The truck is an incredible niche solution so hats off to the engineer that spotted the opportunity.
The issue of charging electric vehicles is a solution looking for a problem for most of us. Our cars spend 90% of their time sat idle. Plenty of time to keep them fully charged. They could be even charged using a charging plate buried in the floor of your driveway, garage, parking space at work, car park spaces etc. Not new technology just a different scale and no intervention needed. Technology would easily allow the costs to be charged back to the owner.
Range anxiety will only be a sticking point on long journeys.
Only working vehicles would need a hybrid solution.
The breakdown companies will have rapid chargers on their vehicles to help the stranded or supplementary charging packs that you can hire to plug into your car to get you to your destination or charge point.

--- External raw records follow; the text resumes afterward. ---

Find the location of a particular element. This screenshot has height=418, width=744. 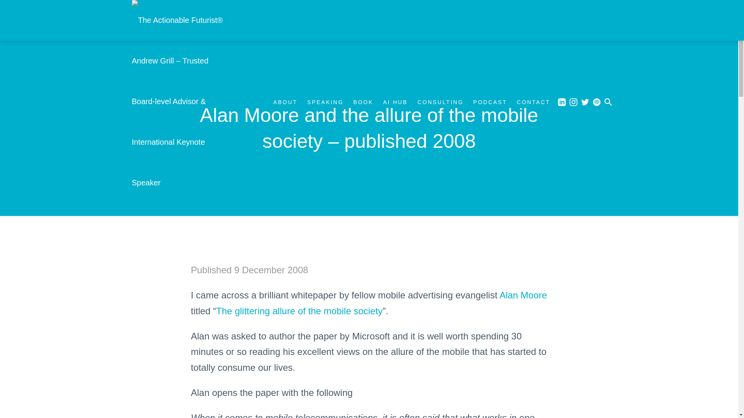

CONTACT is located at coordinates (533, 102).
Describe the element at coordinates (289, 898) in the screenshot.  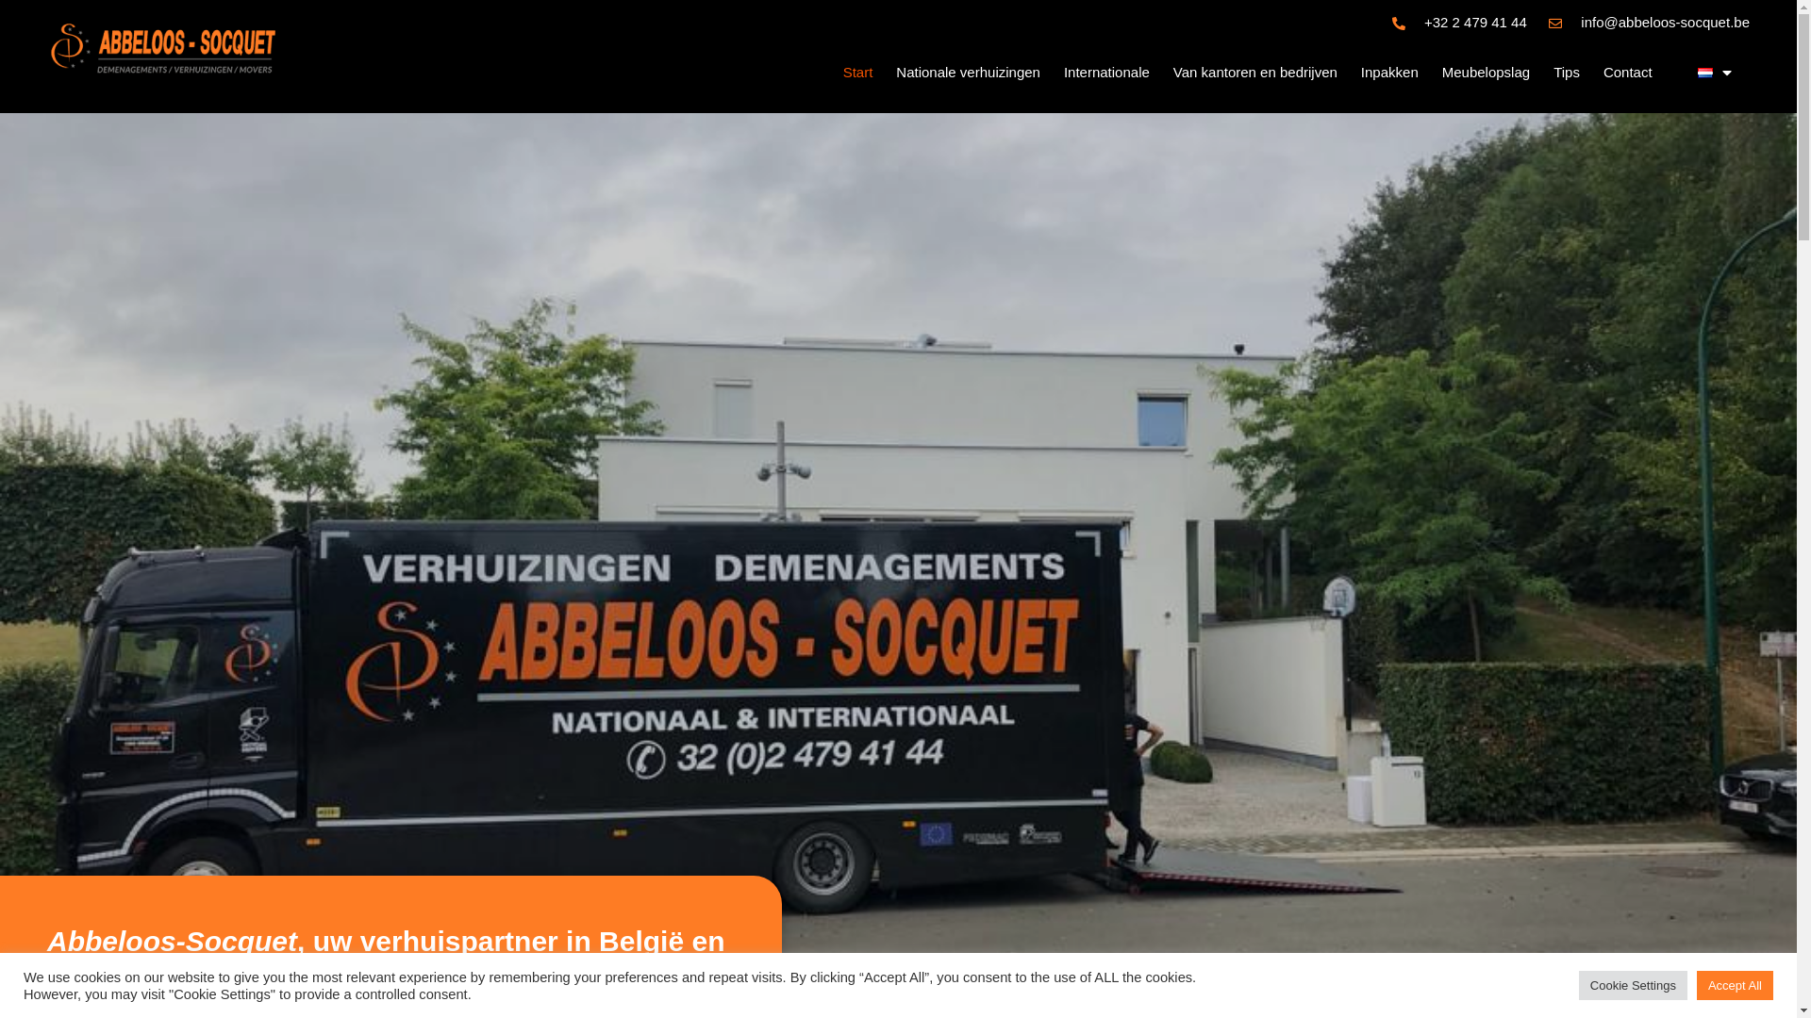
I see `Ganshoren (1083)` at that location.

Still leaves the infrastructure to be deployed but, the major blocker is the shortfall on electricity generation capacity.
We have had days where 25% of total power has been wind generated and I believe 50% from renewables. But, the capacity needed to charge vehicles is way more than we have available.
Wind and solar power generation on our homes will help. Mass power storage is on its way. Energy and efficiency of homes and appliances will increase. Energy recovery will help - how much hot water do you pour down your sink and shower plug holes. Solutions exist today. They're not viable cost wise unless you link all the benefits to a problem looking for a solution - your car!
It will take a big coordinated effort across several industries and government to fix this. Other countries will get there way before the UK does.
We can't keep thinking about all these issues independently - they all interact. It will take a new industrial revolution to bring all the elements together. Those who develop solutions that can easily fit into our current homes and businesses will be winners. Then we can all have electric cars. The car manufacturers should be linking solutions into their products. A one stop solution. Unless they do they're missing a big opportunity to pull people to their products. They currently only see the car itself as the product.
Fuel cell technology will however be the target solution. So much fuel available. I'm sure that's where the oil companies will go because that keeps them in the game. Then it's going back to the 'petrol' station every few days - again!
The issue of charging electric vehicles is a solution looking for a problem for most of us. Our cars spend 90% of their time sat idle. Plenty of time to keep them fully charged. They could be even charged using a charging plate buried in the floor of your driveway, garage, parking space at work, car park spaces etc. Not new technology just a different scale and no intervention needed. Technology would easily allow the costs to be charged back to the owner.
Range anxiety will only be a sticking point on long journeys.
Only working vehicles would need a hybrid solution.
The breakdown companies will have rapid chargers on their vehicles to help the stranded or supplementary charging packs that you can hire to plug into your car to get you to your destination or charge point.
Still leaves the infrastructure to be deployed but, the major blocker is the shortfall on electricity generation capacity.
We have had days where 25% of total power has been wind generated and I believe 50% from renewables. But, the capacity needed to charge vehicles is way more than we have available.
Wind and solar power generation on our homes will help. Mass power storage is on its way. Energy and efficiency of homes and appliances will increase. Energy recovery will help - how much hot water do you pour down your sink and shower plug holes. Solutions exist today. They're not viable cost wise unless you link all the benefits to a problem looking for a solution - your car!
It will take a big coordinated effort across several industries and government to fix this. Other countries will get there way before the UK does.
We can't keep thinking about all these issues independently - they all interact. It will take a new industrial revolution to bring all the elements together. Those who develop solutions that can easily fit into our current homes and businesses will be winners. Then we can all have electric cars. The car manufacturers should be linking solutions into their products. A one stop solution. Unless they do they're missing a big opportunity to pull people to their products. They currently only see the car itself as the product.
Fuel cell technology will however be the target solution. So much fuel available. I'm sure that's where the oil companies will go because that keeps them in the game. Then it's going back to the 'petrol' station every few days - again!